The result is that drivers in Virginia, including those from out of state, pay less in taxes to fill up their tanks than they would in neighboring Maryland and North Carolina — and nowhere near enough to cover the cost of maintaining and repairing the roads they use. Mr. Northam’s proposal is to raise the state’s current gas tax, which is among the lowest in the nation, by roughly 75 percent over the coming three years, which (if gas prices hold steady) would add two or three dollars to an average fill-up. After that, he would index the tax to inflation, a measure that should have been enacted years ago.

Virginia is late to the game. Many other states have adopted similar strategies to help offset the steady decline in gas tax revenues, which have been sapped by increasingly fuel-efficient cars and the rising popularity of electric vehicles.

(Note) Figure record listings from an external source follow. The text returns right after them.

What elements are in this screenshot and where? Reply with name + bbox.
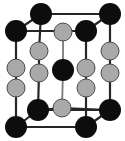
black-atom <box>75 20 97 42</box>
gray-atom <box>7 79 25 97</box>
gray-atom <box>77 59 95 77</box>
black-atom <box>5 116 27 138</box>
black-atom <box>30 3 52 25</box>
gray-atom <box>53 99 71 117</box>
gray-atom <box>77 79 95 97</box>
gray-atom <box>30 42 48 60</box>
lattice-diagram <box>0 0 125 141</box>
gray-atom <box>30 64 48 82</box>
gray-atom <box>101 64 119 82</box>
black-atom <box>27 99 49 121</box>
black-atom <box>99 99 121 121</box>
black-atom <box>75 116 97 138</box>
black-atom <box>52 59 74 81</box>
crystal-lattice-figure <box>0 0 125 141</box>
black-atom <box>99 3 121 25</box>
gray-atom <box>101 42 119 60</box>
gray-atom <box>7 59 25 77</box>
gray-atom <box>54 23 72 41</box>
black-atom <box>5 20 27 42</box>
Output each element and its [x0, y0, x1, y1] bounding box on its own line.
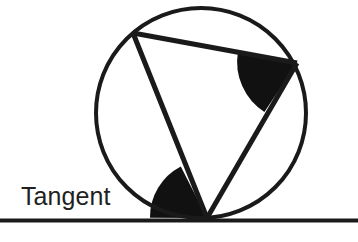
- main-circle: [96, 8, 306, 218]
- geometry-figure: Tangent: [0, 0, 358, 242]
- tangent-label: Tangent: [21, 182, 111, 210]
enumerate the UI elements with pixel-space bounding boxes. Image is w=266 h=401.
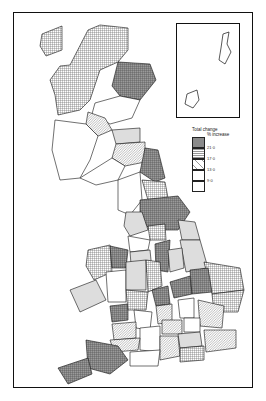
legend-swatch-dark	[192, 137, 205, 148]
region-humberside	[178, 220, 200, 240]
region-cambs	[190, 268, 212, 294]
legend: Total change % increase 21·0 17·0 13·0 9…	[192, 127, 252, 192]
region-london	[184, 318, 200, 332]
region-avon	[112, 322, 136, 340]
region-hereford	[126, 290, 148, 310]
region-fife-lothian	[112, 128, 140, 144]
region-west-yorks	[148, 224, 166, 240]
region-cumbria	[118, 172, 142, 215]
region-western-isles	[40, 26, 62, 56]
region-durham	[142, 180, 168, 200]
legend-row: 21·0	[192, 137, 252, 148]
legend-row: 9·0	[192, 170, 252, 181]
islands-outline	[177, 24, 241, 119]
region-northumberland	[140, 148, 165, 182]
region-kent	[204, 330, 236, 352]
region-wiltshire	[140, 326, 160, 352]
region-surrey	[178, 332, 202, 348]
legend-swatch-blank	[192, 181, 205, 192]
region-beds	[178, 298, 194, 318]
region-powys	[106, 270, 126, 302]
legend-swatch-grid	[192, 148, 205, 159]
legend-row	[192, 181, 252, 192]
region-leics	[168, 248, 184, 272]
region-sussex	[180, 346, 204, 362]
region-grampian	[112, 62, 156, 100]
region-berks	[162, 320, 182, 334]
shetland-orkney-inset	[176, 23, 240, 118]
legend-swatch-vertical	[192, 170, 205, 181]
legend-row: 13·0	[192, 159, 252, 170]
region-hampshire	[160, 336, 180, 360]
region-dyfed	[70, 280, 106, 312]
region-gwent	[110, 304, 128, 322]
region-cornwall	[58, 358, 92, 384]
region-salop	[126, 260, 146, 290]
region-northants	[170, 276, 192, 298]
legend-swatch-diagonal	[192, 159, 205, 170]
region-west-midlands	[146, 260, 162, 292]
region-clwyd	[110, 246, 128, 268]
region-merseyside	[128, 236, 150, 252]
legend-row: 17·0	[192, 148, 252, 159]
region-dorset	[130, 350, 160, 366]
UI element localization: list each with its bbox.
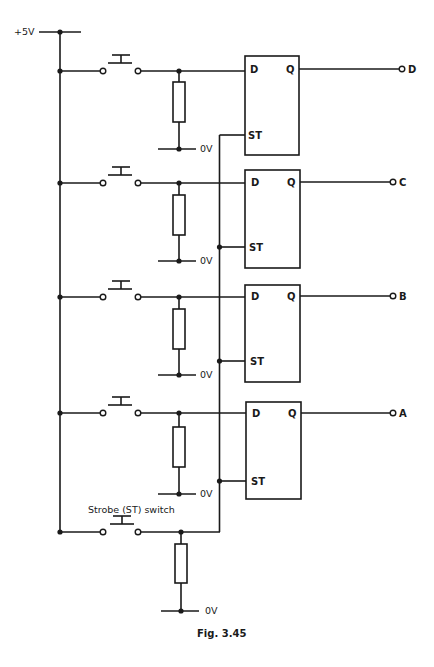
switch-terminal xyxy=(135,180,141,186)
circuit-diagram: +5V 0V xyxy=(0,0,434,667)
st-pin-label: ST xyxy=(249,242,263,253)
switch-terminal xyxy=(135,410,141,416)
q-pin-label: Q xyxy=(288,408,297,419)
d-latch-1: D Q ST D xyxy=(245,56,416,155)
junction-dot xyxy=(176,372,181,377)
junction-dot xyxy=(217,478,222,483)
switch-terminal xyxy=(100,294,106,300)
output-terminal xyxy=(399,66,405,72)
ground-label: 0V xyxy=(200,255,213,266)
pulldown-resistor xyxy=(173,195,185,235)
d-pin-label: D xyxy=(251,177,259,188)
q-pin-label: Q xyxy=(287,177,296,188)
switch-terminal xyxy=(135,294,141,300)
output-terminal xyxy=(390,410,396,416)
junction-dot xyxy=(217,358,222,363)
pulldown-resistor xyxy=(173,82,185,122)
junction-dot xyxy=(178,608,183,613)
ground-label: 0V xyxy=(200,369,213,380)
d-latch-2: D Q ST C xyxy=(245,170,406,268)
st-pin-label: ST xyxy=(250,356,264,367)
junction-dot xyxy=(176,146,181,151)
pulldown-resistor xyxy=(173,427,185,467)
ground-label: 0V xyxy=(200,488,213,499)
strobe-row: Strobe (ST) switch 0V xyxy=(57,504,220,616)
supply-label: +5V xyxy=(14,26,35,37)
st-pin-label: ST xyxy=(251,476,265,487)
switch-terminal xyxy=(100,180,106,186)
output-label: C xyxy=(399,177,406,188)
input-row-c: 0V xyxy=(57,167,245,266)
push-switch[interactable] xyxy=(100,167,141,186)
output-terminal xyxy=(390,179,396,185)
input-row-b: 0V xyxy=(57,281,245,380)
d-latch-3: D Q ST B xyxy=(245,285,407,382)
q-pin-label: Q xyxy=(286,64,295,75)
input-row-a: 0V xyxy=(57,397,246,499)
strobe-switch-label: Strobe (ST) switch xyxy=(88,504,175,515)
junction-dot xyxy=(217,244,222,249)
pulldown-resistor xyxy=(175,544,187,583)
ground-label: 0V xyxy=(200,143,213,154)
output-label: B xyxy=(399,291,407,302)
st-pin-label: ST xyxy=(248,130,262,141)
input-row-d: 0V xyxy=(57,55,245,154)
d-pin-label: D xyxy=(250,64,258,75)
output-terminal xyxy=(390,293,396,299)
switch-terminal xyxy=(100,410,106,416)
switch-terminal xyxy=(100,68,106,74)
push-switch[interactable] xyxy=(100,281,141,300)
switch-terminal xyxy=(135,529,141,535)
output-label: D xyxy=(408,64,416,75)
junction-dot xyxy=(176,491,181,496)
d-latch-4: D Q ST A xyxy=(246,402,407,499)
pulldown-resistor xyxy=(173,309,185,349)
figure-caption: Fig. 3.45 xyxy=(197,628,246,639)
ground-label: 0V xyxy=(205,605,218,616)
switch-terminal xyxy=(135,68,141,74)
switch-terminal xyxy=(100,529,106,535)
junction-dot xyxy=(176,258,181,263)
output-label: A xyxy=(399,408,407,419)
d-pin-label: D xyxy=(251,291,259,302)
push-switch[interactable] xyxy=(100,55,141,74)
d-pin-label: D xyxy=(252,408,260,419)
strobe-switch[interactable] xyxy=(100,516,141,535)
q-pin-label: Q xyxy=(287,291,296,302)
push-switch[interactable] xyxy=(100,397,141,416)
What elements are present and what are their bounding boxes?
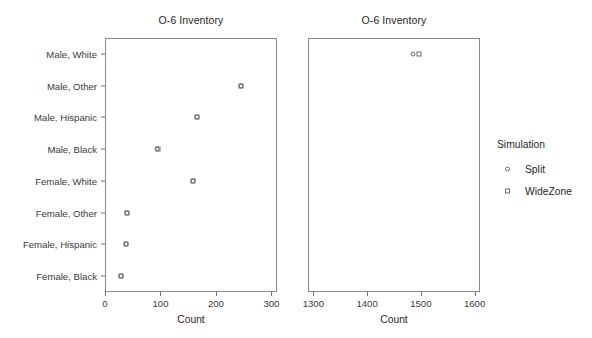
panel-title-0: O-6 Inventory	[101, 14, 281, 26]
ytick-label-1: Male, Other	[0, 80, 97, 91]
ytick-label-6: Female, Hispanic	[0, 239, 97, 250]
ytick-mark-0	[101, 53, 105, 54]
data-point-widezone	[416, 51, 421, 56]
data-point-widezone	[239, 83, 244, 88]
data-point-widezone	[155, 147, 160, 152]
xtick-label-0-0: 0	[102, 298, 107, 309]
ytick-label-4: Female, White	[0, 175, 97, 186]
data-point-widezone	[191, 178, 196, 183]
ytick-mark-2	[101, 117, 105, 118]
plot-area-1	[308, 38, 480, 292]
legend-marker-circle-icon	[505, 167, 510, 172]
ytick-mark-4	[101, 180, 105, 181]
legend-label-1: WideZone	[525, 186, 572, 197]
xtick-mark-1-2	[421, 292, 422, 296]
x-axis-title-0: Count	[177, 314, 204, 325]
xtick-label-0-1: 100	[152, 298, 168, 309]
xtick-mark-0-0	[105, 292, 106, 296]
ytick-label-2: Male, Hispanic	[0, 112, 97, 123]
data-point-widezone	[124, 210, 129, 215]
data-point-split	[411, 51, 416, 56]
xtick-label-1-0: 1300	[303, 298, 324, 309]
legend-marker-square-icon	[505, 189, 510, 194]
ytick-label-7: Female, Black	[0, 271, 97, 282]
xtick-label-1-3: 1600	[464, 298, 485, 309]
plot-area-0	[105, 38, 277, 292]
xtick-mark-0-3	[271, 292, 272, 296]
x-axis-title-1: Count	[380, 314, 407, 325]
data-point-widezone	[123, 242, 128, 247]
ytick-label-0: Male, White	[0, 48, 97, 59]
legend-label-0: Split	[525, 164, 545, 175]
xtick-mark-0-2	[216, 292, 217, 296]
ytick-mark-5	[101, 212, 105, 213]
xtick-mark-1-0	[313, 292, 314, 296]
ytick-mark-1	[101, 85, 105, 86]
ytick-mark-7	[101, 276, 105, 277]
ytick-label-5: Female, Other	[0, 207, 97, 218]
xtick-mark-0-1	[160, 292, 161, 296]
legend-entry-widezone[interactable]: WideZone	[505, 184, 590, 198]
chart-figure: O-6 Inventory0100200300CountMale, WhiteM…	[0, 0, 592, 338]
ytick-mark-6	[101, 244, 105, 245]
data-point-widezone	[118, 274, 123, 279]
xtick-label-0-2: 200	[208, 298, 224, 309]
ytick-label-3: Male, Black	[0, 144, 97, 155]
xtick-label-0-3: 300	[263, 298, 279, 309]
xtick-label-1-2: 1500	[410, 298, 431, 309]
xtick-mark-1-3	[475, 292, 476, 296]
ytick-mark-3	[101, 149, 105, 150]
legend-entry-split[interactable]: Split	[505, 162, 590, 176]
xtick-mark-1-1	[367, 292, 368, 296]
data-point-widezone	[194, 115, 199, 120]
panel-title-1: O-6 Inventory	[304, 14, 484, 26]
legend-title: Simulation	[497, 139, 545, 150]
xtick-label-1-1: 1400	[356, 298, 377, 309]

Mr. Northam’s blueprint follows that model and adds a forward-thinking twist: He proposes that a sizeable chunk of the new gas tax revenue, which would amount to nearly $500 million annually after three years, be devoted to enhancing passenger rail and transit.

That is in keeping with the state’s $3.7 billion agreement late last year to buy hundreds of miles of right-of-way for passenger trains from CSX and build a new rail bridge over the Potomac, enabling Amtrak to double the number of trains it runs through the state and expand commuter service beyond rush hour in and out of the nation’s capital on Virginia Railway Express.

Mr. Northam’s transportation plan, like that of his Republican counterpart in Maryland, Gov. Larry Hogan, is all-of-the-above. Drivers want and need more funding for roads, without which congestion will worsen. At the same time, it’s smart policy to encourage commuters to consider switching to rail and transit — not by punishing them with crumbling, overcrowded and unimproved roads (as some Democrats in Maryland prefer) but by making other options more attractive.

The last time Virginia raised its per-gallon exise tax on gas was in 1986. It took more than a quarter-century after that for elected officials to raise new funds to bail out the state’s beleaguered roads, mainly through a sales tax increase in 2013. Now, seven years later, Mr. Northam has acted before a new emergency forces his hand. That looks like an improvement.